═══ ENTRIES SHOWN ═══

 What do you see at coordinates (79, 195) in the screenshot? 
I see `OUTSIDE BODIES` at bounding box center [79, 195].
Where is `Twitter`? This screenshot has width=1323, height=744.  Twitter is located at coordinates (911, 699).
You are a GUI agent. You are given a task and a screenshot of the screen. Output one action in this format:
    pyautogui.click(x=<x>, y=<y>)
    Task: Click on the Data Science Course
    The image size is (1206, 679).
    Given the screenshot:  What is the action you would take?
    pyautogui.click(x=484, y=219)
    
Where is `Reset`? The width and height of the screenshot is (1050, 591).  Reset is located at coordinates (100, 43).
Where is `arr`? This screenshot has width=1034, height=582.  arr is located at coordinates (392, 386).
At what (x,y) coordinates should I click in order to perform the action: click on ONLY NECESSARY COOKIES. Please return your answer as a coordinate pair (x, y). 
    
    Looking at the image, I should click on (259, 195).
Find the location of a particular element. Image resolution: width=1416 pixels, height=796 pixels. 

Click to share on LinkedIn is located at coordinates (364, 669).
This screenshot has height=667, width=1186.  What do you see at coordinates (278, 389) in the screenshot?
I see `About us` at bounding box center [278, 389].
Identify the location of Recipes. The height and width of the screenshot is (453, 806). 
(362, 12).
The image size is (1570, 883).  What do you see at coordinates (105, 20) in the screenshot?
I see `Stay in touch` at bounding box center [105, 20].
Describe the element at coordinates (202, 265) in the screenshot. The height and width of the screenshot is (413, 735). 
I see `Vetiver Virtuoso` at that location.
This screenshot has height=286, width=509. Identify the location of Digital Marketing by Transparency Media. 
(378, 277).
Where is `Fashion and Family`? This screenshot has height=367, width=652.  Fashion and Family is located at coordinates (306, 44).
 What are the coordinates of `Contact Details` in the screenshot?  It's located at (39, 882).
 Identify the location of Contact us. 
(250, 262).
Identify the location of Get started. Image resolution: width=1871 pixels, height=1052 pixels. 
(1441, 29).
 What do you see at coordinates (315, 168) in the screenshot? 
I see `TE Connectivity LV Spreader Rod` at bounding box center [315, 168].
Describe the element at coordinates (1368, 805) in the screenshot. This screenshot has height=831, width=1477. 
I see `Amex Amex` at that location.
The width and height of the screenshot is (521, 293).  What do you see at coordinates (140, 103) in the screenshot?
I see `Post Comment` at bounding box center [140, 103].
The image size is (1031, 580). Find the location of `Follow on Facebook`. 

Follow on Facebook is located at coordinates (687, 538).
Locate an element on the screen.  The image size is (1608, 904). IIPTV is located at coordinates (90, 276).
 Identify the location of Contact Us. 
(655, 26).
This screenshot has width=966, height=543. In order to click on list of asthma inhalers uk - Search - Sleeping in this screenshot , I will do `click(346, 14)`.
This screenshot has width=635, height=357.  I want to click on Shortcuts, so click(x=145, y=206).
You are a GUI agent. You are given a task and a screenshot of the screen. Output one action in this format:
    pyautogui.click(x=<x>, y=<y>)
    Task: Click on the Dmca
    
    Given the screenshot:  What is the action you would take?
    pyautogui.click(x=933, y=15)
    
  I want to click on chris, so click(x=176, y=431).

═══

ABOUT THIS EXERCISE:
Repeat the records above exactly, from the first line to the last.

RESPONSE TO THE EXERCISE:
 What do you see at coordinates (79, 195) in the screenshot? 
I see `OUTSIDE BODIES` at bounding box center [79, 195].
Where is `Twitter`? This screenshot has width=1323, height=744.  Twitter is located at coordinates (911, 699).
You are a GUI agent. You are given a task and a screenshot of the screen. Output one action in this format:
    pyautogui.click(x=<x>, y=<y>)
    Task: Click on the Data Science Course
    The image size is (1206, 679).
    Given the screenshot:  What is the action you would take?
    pyautogui.click(x=484, y=219)
    
Where is `Reset`? The width and height of the screenshot is (1050, 591).  Reset is located at coordinates (100, 43).
Where is `arr`? This screenshot has width=1034, height=582.  arr is located at coordinates (392, 386).
At what (x,y) coordinates should I click in order to perform the action: click on ONLY NECESSARY COOKIES. Please return your answer as a coordinate pair (x, y). 
    
    Looking at the image, I should click on (259, 195).
Find the location of a particular element. Image resolution: width=1416 pixels, height=796 pixels. 

Click to share on LinkedIn is located at coordinates (364, 669).
This screenshot has height=667, width=1186.  What do you see at coordinates (278, 389) in the screenshot?
I see `About us` at bounding box center [278, 389].
Identify the location of Recipes. The height and width of the screenshot is (453, 806). 
(362, 12).
The image size is (1570, 883).  What do you see at coordinates (105, 20) in the screenshot?
I see `Stay in touch` at bounding box center [105, 20].
Describe the element at coordinates (202, 265) in the screenshot. The height and width of the screenshot is (413, 735). 
I see `Vetiver Virtuoso` at that location.
This screenshot has height=286, width=509. Identify the location of Digital Marketing by Transparency Media. 
(378, 277).
Where is `Fashion and Family`? This screenshot has height=367, width=652.  Fashion and Family is located at coordinates (306, 44).
 What are the coordinates of `Contact Details` in the screenshot?  It's located at (39, 882).
 Identify the location of Contact us. 
(250, 262).
Identify the location of Get started. Image resolution: width=1871 pixels, height=1052 pixels. 
(1441, 29).
 What do you see at coordinates (315, 168) in the screenshot? 
I see `TE Connectivity LV Spreader Rod` at bounding box center [315, 168].
Describe the element at coordinates (1368, 805) in the screenshot. This screenshot has height=831, width=1477. 
I see `Amex Amex` at that location.
The width and height of the screenshot is (521, 293).  What do you see at coordinates (140, 103) in the screenshot?
I see `Post Comment` at bounding box center [140, 103].
The image size is (1031, 580). Find the location of `Follow on Facebook`. 

Follow on Facebook is located at coordinates (687, 538).
Locate an element on the screen.  The image size is (1608, 904). IIPTV is located at coordinates (90, 276).
 Identify the location of Contact Us. 
(655, 26).
This screenshot has width=966, height=543. In order to click on list of asthma inhalers uk - Search - Sleeping in this screenshot , I will do `click(346, 14)`.
This screenshot has width=635, height=357.  I want to click on Shortcuts, so click(x=145, y=206).
You are a GUI agent. You are given a task and a screenshot of the screen. Output one action in this format:
    pyautogui.click(x=<x>, y=<y>)
    Task: Click on the Dmca
    
    Given the screenshot:  What is the action you would take?
    pyautogui.click(x=933, y=15)
    
  I want to click on chris, so click(x=176, y=431).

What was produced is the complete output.